The research presented throughout this Research Topic illustrates the paramount importance of context when attempting to understand parental involvement. This includes crisis conditions such as pandemics and armed conflicts, technological mediation through digital platforms, institutional contexts shaped by policy and leadership decisions, and family structures that vary across cultures and communities. Several papers explicitly develop interventions or provide practical frameworks for turning methodological innovation into meaningful practice that can improve educational outcomes for children and strengthen family-school partnerships.

In conclusion, these progressive strategies aim to cultivate a more inclusive, equitable, and productive educational environment by optimizing parental engagement across diverse populations and contexts. The contents of the papers, taken together, suggest that an innovative methodology must integrate method, theory, and context to reveal previously hidden dimensions of educational relationships and to inform more effective approaches to supporting families in their children's education.

Author contributions

YF: Writing – original draft, Writing – review & editing, Conceptualization, Investigation, Methodology, Project administration, Supervision, Validation, Visualization. PH: Writing – original draft, Writing – review & editing, Conceptualization, Investigation, Methodology, Project administration, Supervision.

Acknowledgments

The editors would like to thank the contributors to this special edition on groundbreaking methodologies and theories for parental involvement in education.

Conflict of interest

The author(s) declared that this work was conducted in the absence of any commercial or financial relationships that could be construed as a potential conflict of interest.

Generative AI statement

The author(s) declared that generative AI was not used in the creation of this manuscript.

Any alternative text (alt text) provided alongside figures in this article has been generated by Frontiers with the support of artificial intelligence and reasonable efforts have been made to ensure accuracy, including review by the authors wherever possible. If you identify any issues, please contact us.

Publisher's note

All claims expressed in this article are solely those of the authors and do not necessarily represent those of their affiliated organizations, or those of the publisher, the editors and the reviewers.
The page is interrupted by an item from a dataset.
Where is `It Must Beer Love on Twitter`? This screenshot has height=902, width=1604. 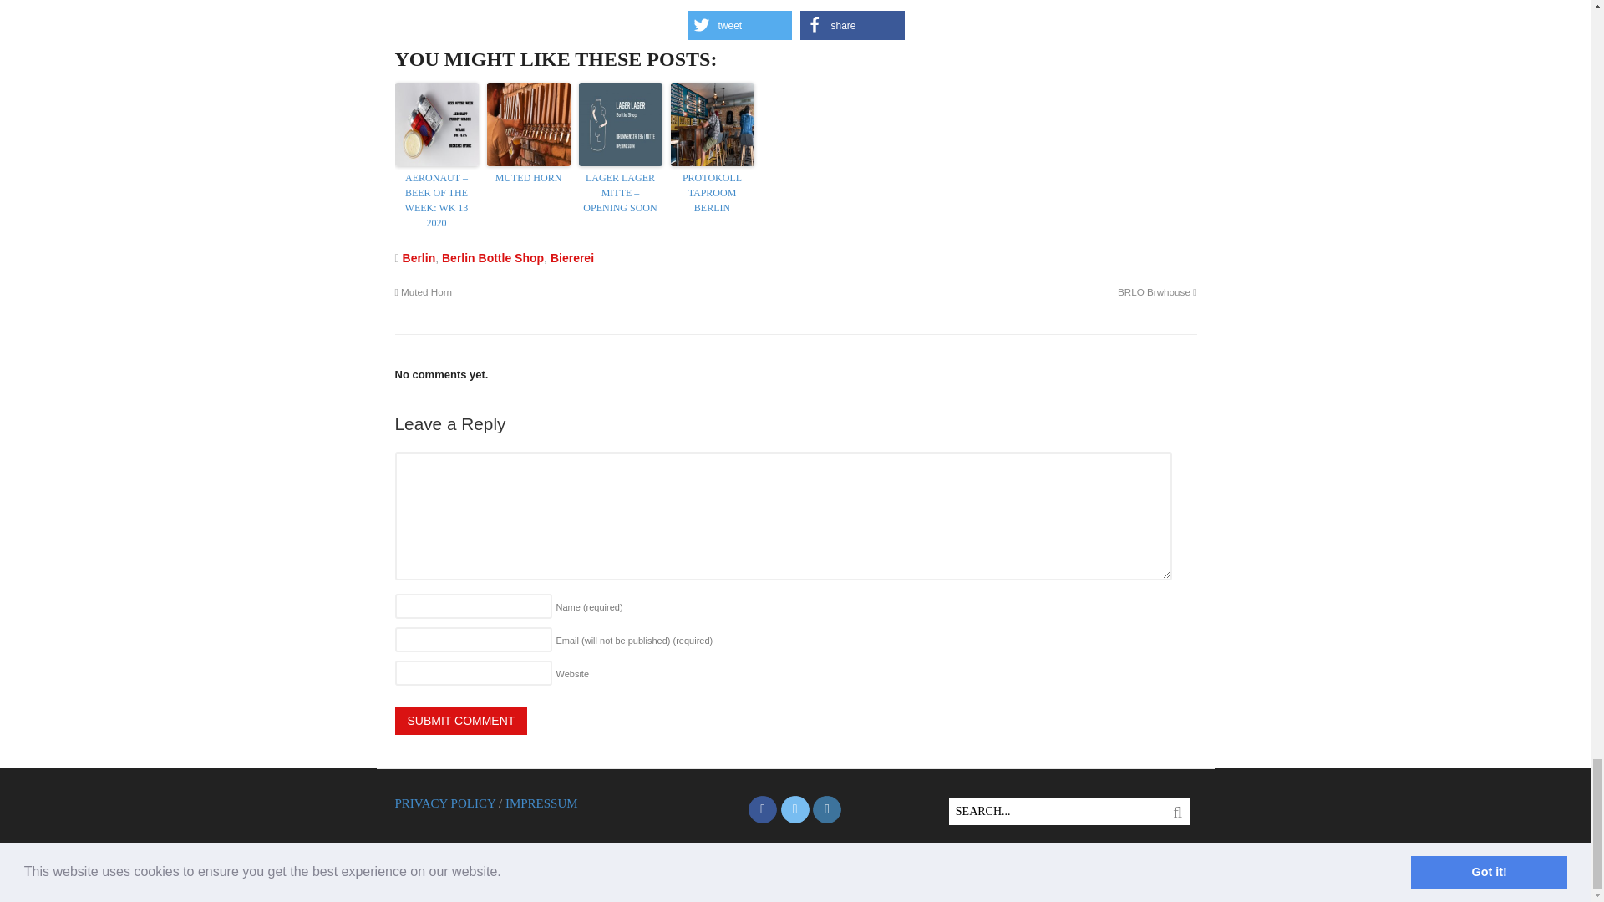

Any product that may be evaluated in this article, or claim that may be made by its manufacturer, is not guaranteed or endorsed by the publisher.
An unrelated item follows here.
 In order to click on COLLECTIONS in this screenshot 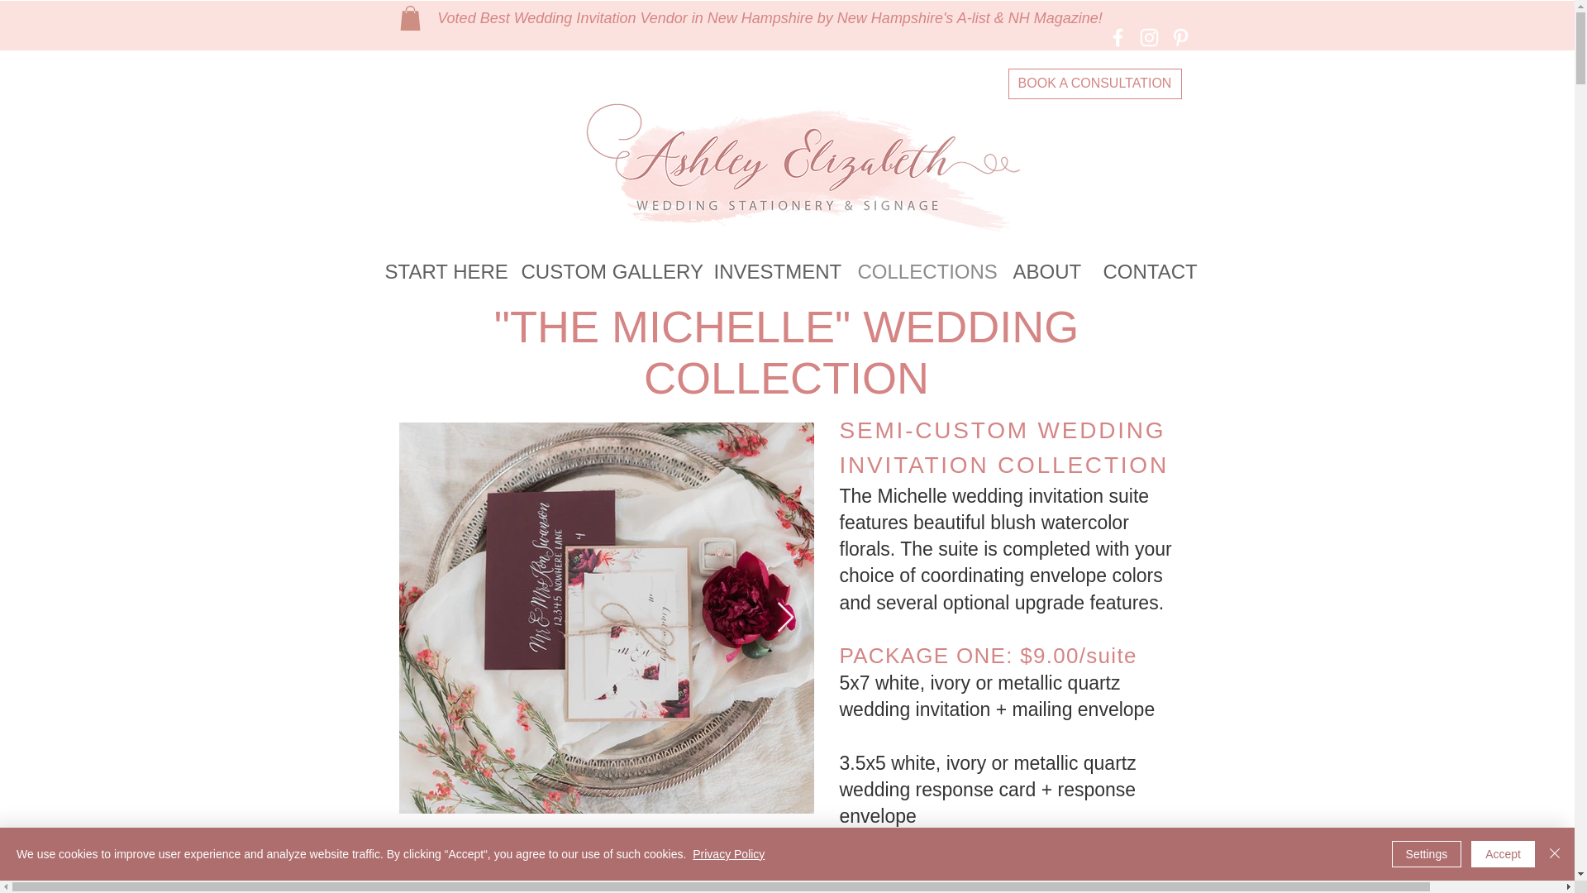, I will do `click(922, 271)`.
Keywords: cross-cultural education research, educational research methodology, facet theory, family-school partnerships, parental involvement

Citation: Fisher Y and Hackett P (2026) Editorial: Breaking the mold: groundbreaking methodologies and theories for parental involvement in education. Front. Educ. 10:1768306. doi: 10.3389/feduc.2025.1768306

Received: 15 December 2025; Accepted: 22 December 2025;
Published: 15 January 2026.

Edited and reviewed by: Margaret Grogan, Chapman University, United States

Copyright © 2026 Fisher and Hackett. This is an open-access article distributed under the terms of the Creative Commons Attribution License (CC BY). The use, distribution or reproduction in other forums is permitted, provided the original author(s) and the copyright owner(s) are credited and that the original publication in this journal is cited, in accordance with accepted academic practice. No use, distribution or reproduction is permitted which does not comply with these terms.
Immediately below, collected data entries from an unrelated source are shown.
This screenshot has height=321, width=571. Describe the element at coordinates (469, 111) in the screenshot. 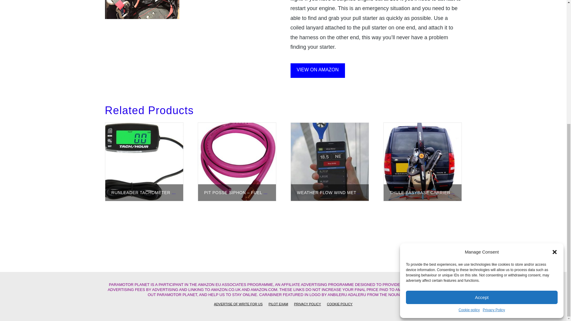

I see `Cookie policy` at that location.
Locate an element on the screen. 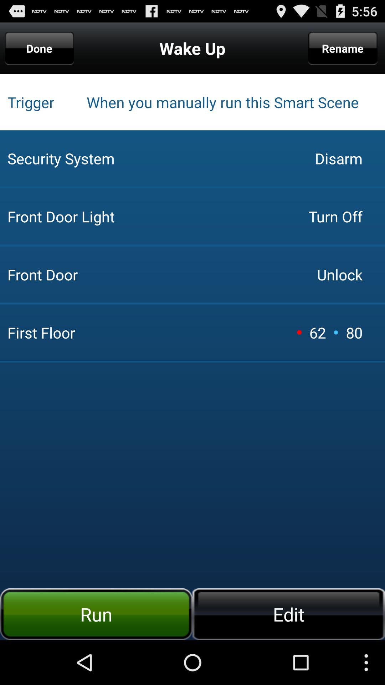 The height and width of the screenshot is (685, 385). choose the 80 icon is located at coordinates (354, 332).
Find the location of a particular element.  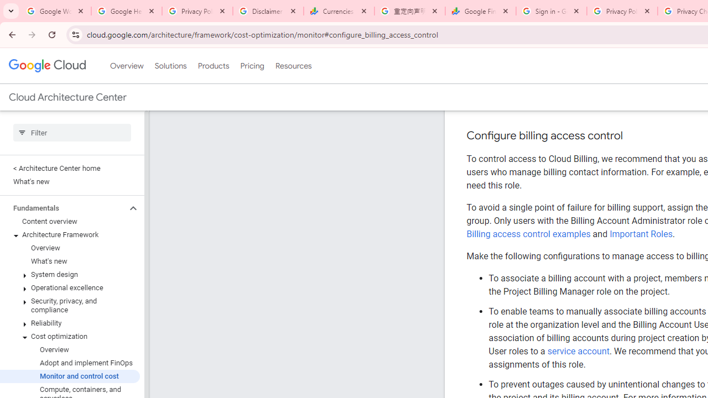

Important Roles is located at coordinates (641, 233).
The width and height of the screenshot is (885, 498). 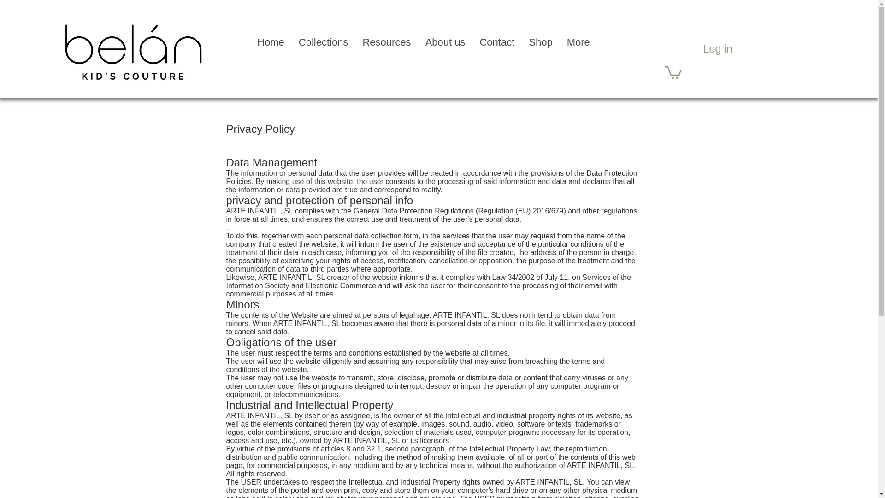 What do you see at coordinates (718, 49) in the screenshot?
I see `Log in` at bounding box center [718, 49].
*Correspondence: Yael Fisher, eWFlbEBmaXNoZXIuY28uaWw=; Paul Hackett, cGF1bEBoYWNrZXR0LnByb2Y=

Disclaimer: All claims expressed in this article are solely those of the authors and do not necessarily represent those of their affiliated organizations, or those of the publisher, the editors and the reviewers. Any product that may be evaluated in this article or claim that may be made by its manufacturer is not guaranteed or endorsed by the publisher.